Two mistakes were made. One of them was very understandable and ultimately not serious, but the second was shocking and fatal. They were recovering a body they expected to be skeletal and negatively buoyant, but it had turned to soap within the wetsuit and floated, making the planned recovery process impossible. After the dive, experts explained the biological process, leading the surviving dive leader to ask where all that knowledge was before the dive. Still, once Shaw realized the problem, it was not fatal because he aborted the attempt at the appropriate pre-planned time limit.
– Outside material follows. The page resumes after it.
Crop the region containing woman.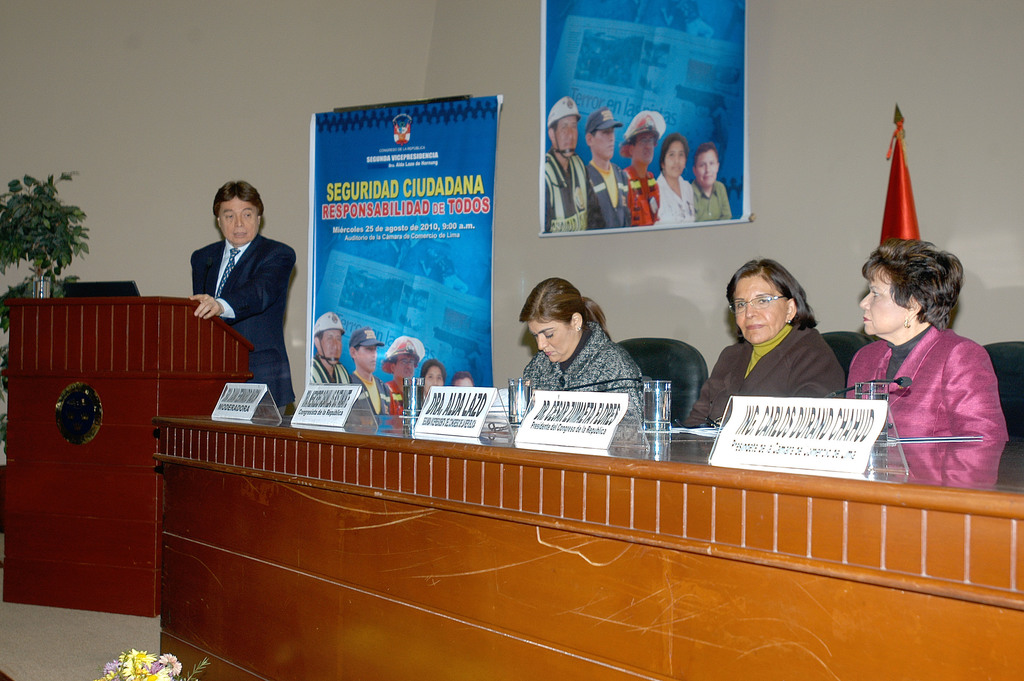
Crop region: 847 235 1004 441.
That was where the second error came to play. During planning, they realized that the helmet camera he was wearing prevented him from doing what he normally did with his dive light when he needed to work with two hands: loop the cord over his neck. In the planning sessions, he decided that he would just let it dangle. When I read that, I almost shouted "What the H--- are you thinking?" His dive instructor friend (who got severe DCS on the dive when he tried to save Shaw) later said he never heard that part of the plan, or he would have nixed it. If I had announced that idea during my intro to Tech class, I think my instructor would have hit me. There has to be something about his gear setup that I don't understand, because to me there is such an obvious clip-off solution--the one I would have used without giving it a thought--that I cannot believe it was not used. As any cave instructor would predict, when Shaw aborted the dive and turned back to the ascent line, he found that his light head was thoroughly wrapped in the line leading to the body, and with his CO2 levels raised to an extreme, he was unable to free himself in time and passed out.

So how does someone as skilled as that make such a basic mistake and even include the mistake in planning, without any of the other highly skilled divers there pointing it out? Is a diver who makes such a basic mistake a beginning or an advanced diver? If that means he is not an advanced diver, then I would argue that there is no such thing.